MarzSyndrome, on 29 January 2012 - 08:19 PM, said:
Well I've tried many times to get the hang of that guide, but just can't make head nor tail of it. Not to mention many similar sites I've come across seem to concentrate wholly on decrypting executables when that's not what I'm after. =P
Anyone with an iPhone/iPad and programming knowledge able to help out?
Most people with iPhone/iPad programming knowledge will NOT be able to help out. Using GDB on jailbroken devices is nothing like using the GDB debugger via XCode. The biggest difference is anyone who is doing development is going to have source level debugging, which you're not going to get loading someone else's binaries up. You're limited to direct memory address dumps and breakpoints. Regardless, I took the time to learn this side of things when Sonic CD came out, which is how I got a couple of the ogg's out a week before Glitch released his extractor. (He beat me to that part, since I only had the decryption part of it done when he released his tool) So here is some information that may or may not help you.
In an ideal world, you could just dump everything and look through the complete dump. The problem with GDB is that you need as much memory free as you want to dump. If you want to dump 12MB of RAM, 12MB needs to be free. I was using a jailbroken 1st gen iPod touch running iOS 3, because 4 and up have address layout randomization and iOS 3 didn't have that yet. (I'm not sure if this is a problem on jailbroken iOS 4+ devices or not.) But the 1st gen devices have only 128MB of ram, so any time I tried to dump more than a few megs of RAM either the device would freeze or the game would crash and you wouldn't be able to resume from the current breakpoint. What I ended up doing to get the music from memory was dumping the decrypted executable by following those instructions, then I loaded that dump into IDA (the free version will do, it supports iPhone executables) and found the relevant code that loads and decrypts data. Then I set a breakpoint after a file had been decrypted and looked at the address in the stack pointing at where the data had been decrypted to. That helped me isolate the 1MB or so I needed to dump.
If you have a newer device, you might just be able to dump random regions to find what you're looking for, provided there is enough memory free.
The "mach-regions" command will list every memory region in use by the application running. There will be many of them. Just go ahead and dump each region one by one until you find what you're looking for inside one of the dumps. It's very likely that what you're looking for will be somewhere in the first ~15 regions. I found that with Sonic CD, the higher regions just seemed to have OS level stuff for frameworks the game linked against, whereas the lower regions were the game's actual heap.
Does that help? Don't dump outside of the valid regions listed by the "mach-regions" command, the device usually locks up when you try to do that.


PROBLEM DESCRIPTION:
Please write out the listing exactly, leaving each picture out.

ENTRIES SHOWN:
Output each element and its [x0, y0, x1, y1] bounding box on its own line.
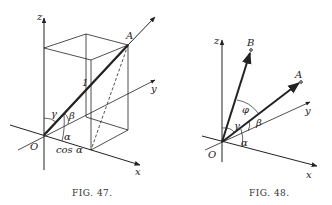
label-alpha: α: [64, 131, 71, 142]
caption-fig-47: FIG. 47.: [72, 188, 113, 198]
arc-beta: [64, 113, 69, 124]
label-origin: O: [208, 149, 216, 160]
arc-gamma: [222, 128, 234, 132]
label-z: z: [213, 35, 220, 46]
label-x: x: [306, 169, 312, 180]
label-length: 1: [82, 77, 88, 88]
label-y: y: [304, 105, 311, 116]
projection-dashed: [91, 45, 128, 150]
label-cos-alpha: cos α: [56, 144, 83, 155]
label-z: z: [36, 11, 43, 22]
label-point-A: A: [125, 30, 133, 41]
figure-48: [202, 40, 317, 166]
x-axis: [202, 136, 317, 166]
label-origin: O: [30, 141, 38, 152]
point-B-marker: [250, 49, 253, 52]
label-gamma: γ: [234, 120, 240, 131]
label-y: y: [150, 83, 157, 94]
label-phi: φ: [242, 104, 249, 115]
label-x: x: [135, 166, 141, 177]
box-edge: [86, 117, 128, 130]
diagram-canvas: z y x O A 1 α β γ cos α FIG. 47. z y x O…: [0, 0, 332, 205]
caption-fig-48: FIG. 48.: [249, 188, 290, 198]
label-beta: β: [68, 110, 75, 121]
label-gamma: γ: [51, 108, 57, 119]
label-point-B: B: [246, 37, 254, 48]
label-alpha: α: [241, 137, 248, 148]
label-beta: β: [255, 117, 262, 128]
box-edge: [91, 130, 128, 150]
point-A-marker: [300, 81, 303, 84]
label-point-A: A: [294, 69, 302, 80]
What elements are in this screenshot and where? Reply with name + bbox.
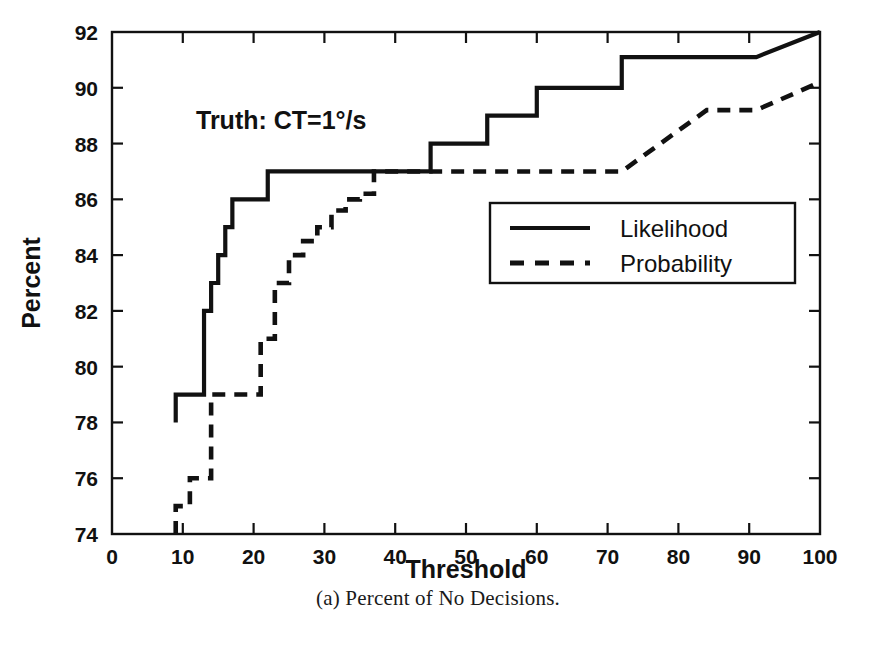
x-tick-label: 60 bbox=[525, 545, 548, 568]
chart-canvas: 0102030405060708090100 74767880828486889… bbox=[0, 0, 876, 647]
y-tick-label: 92 bbox=[75, 21, 98, 44]
x-tick-label: 90 bbox=[738, 545, 761, 568]
x-tick-label: 70 bbox=[596, 545, 619, 568]
x-tick-label: 40 bbox=[384, 545, 407, 568]
legend-label-probability: Probability bbox=[620, 250, 732, 277]
x-axis-title: Threshold bbox=[406, 555, 527, 583]
annotation-truth: Truth: CT=1°/s bbox=[196, 106, 366, 134]
y-tick-label: 76 bbox=[75, 467, 98, 490]
y-tick-label: 86 bbox=[75, 188, 98, 211]
y-tick-label: 74 bbox=[75, 523, 99, 546]
y-tick-label: 82 bbox=[75, 300, 98, 323]
legend[interactable]: Likelihood Probability bbox=[490, 203, 795, 283]
x-tick-label: 100 bbox=[802, 545, 837, 568]
y-tick-label: 84 bbox=[75, 244, 99, 267]
figure-container: 0102030405060708090100 74767880828486889… bbox=[0, 0, 876, 647]
y-axis-title: Percent bbox=[17, 236, 45, 328]
y-tick-label: 80 bbox=[75, 356, 98, 379]
y-axis-tick-labels: 74767880828486889092 bbox=[75, 21, 99, 546]
figure-caption: (a) Percent of No Decisions. bbox=[0, 586, 876, 611]
x-tick-label: 80 bbox=[667, 545, 690, 568]
y-tick-label: 78 bbox=[75, 411, 99, 434]
legend-label-likelihood: Likelihood bbox=[620, 215, 728, 242]
x-tick-label: 0 bbox=[106, 545, 118, 568]
y-tick-label: 88 bbox=[75, 133, 99, 156]
y-tick-label: 90 bbox=[75, 77, 98, 100]
series-line-probability bbox=[176, 82, 820, 534]
x-tick-label: 20 bbox=[242, 545, 265, 568]
x-tick-label: 30 bbox=[313, 545, 336, 568]
x-tick-label: 10 bbox=[171, 545, 194, 568]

RESPONSE BOX:
Output each element and its [x0, y0, x1, y1] bounding box on its own line.
label-alpha: α: [64, 131, 71, 142]
caption-fig-47: FIG. 47.: [72, 188, 113, 198]
arc-beta: [64, 113, 69, 124]
label-origin: O: [208, 149, 216, 160]
arc-gamma: [222, 128, 234, 132]
label-z: z: [213, 35, 220, 46]
label-x: x: [306, 169, 312, 180]
label-length: 1: [82, 77, 88, 88]
label-y: y: [304, 105, 311, 116]
projection-dashed: [91, 45, 128, 150]
label-cos-alpha: cos α: [56, 144, 83, 155]
label-z: z: [36, 11, 43, 22]
label-point-A: A: [125, 30, 133, 41]
figure-48: [202, 40, 317, 166]
x-axis: [202, 136, 317, 166]
label-origin: O: [30, 141, 38, 152]
point-B-marker: [250, 49, 253, 52]
label-gamma: γ: [234, 120, 240, 131]
label-y: y: [150, 83, 157, 94]
label-phi: φ: [242, 104, 249, 115]
label-x: x: [135, 166, 141, 177]
box-edge: [86, 117, 128, 130]
diagram-canvas: z y x O A 1 α β γ cos α FIG. 47. z y x O…: [0, 0, 332, 205]
caption-fig-48: FIG. 48.: [249, 188, 290, 198]
label-beta: β: [68, 110, 75, 121]
label-gamma: γ: [51, 108, 57, 119]
label-point-B: B: [246, 37, 254, 48]
label-alpha: α: [241, 137, 248, 148]
label-beta: β: [255, 117, 262, 128]
box-edge: [91, 130, 128, 150]
point-A-marker: [300, 81, 303, 84]
label-point-A: A: [294, 69, 302, 80]
What elements are in this screenshot and where? Reply with name + bbox.
x-tick-label: 60 bbox=[525, 545, 548, 568]
chart-canvas: 0102030405060708090100 74767880828486889… bbox=[0, 0, 876, 647]
y-tick-label: 92 bbox=[75, 21, 98, 44]
x-tick-label: 90 bbox=[738, 545, 761, 568]
x-tick-label: 70 bbox=[596, 545, 619, 568]
x-tick-label: 40 bbox=[384, 545, 407, 568]
legend-label-probability: Probability bbox=[620, 250, 732, 277]
x-axis-title: Threshold bbox=[406, 555, 527, 583]
annotation-truth: Truth: CT=1°/s bbox=[196, 106, 366, 134]
y-tick-label: 76 bbox=[75, 467, 98, 490]
y-tick-label: 86 bbox=[75, 188, 98, 211]
y-tick-label: 74 bbox=[75, 523, 99, 546]
y-tick-label: 82 bbox=[75, 300, 98, 323]
legend[interactable]: Likelihood Probability bbox=[490, 203, 795, 283]
x-tick-label: 100 bbox=[802, 545, 837, 568]
y-tick-label: 84 bbox=[75, 244, 99, 267]
figure-container: 0102030405060708090100 74767880828486889… bbox=[0, 0, 876, 647]
y-axis-title: Percent bbox=[17, 236, 45, 328]
y-tick-label: 80 bbox=[75, 356, 98, 379]
y-axis-tick-labels: 74767880828486889092 bbox=[75, 21, 99, 546]
figure-caption: (a) Percent of No Decisions. bbox=[0, 586, 876, 611]
x-tick-label: 80 bbox=[667, 545, 690, 568]
y-tick-label: 78 bbox=[75, 411, 99, 434]
legend-label-likelihood: Likelihood bbox=[620, 215, 728, 242]
x-tick-label: 0 bbox=[106, 545, 118, 568]
y-tick-label: 88 bbox=[75, 133, 99, 156]
y-tick-label: 90 bbox=[75, 77, 98, 100]
series-line-probability bbox=[176, 82, 820, 534]
x-tick-label: 20 bbox=[242, 545, 265, 568]
x-tick-label: 30 bbox=[313, 545, 336, 568]
x-tick-label: 10 bbox=[171, 545, 194, 568]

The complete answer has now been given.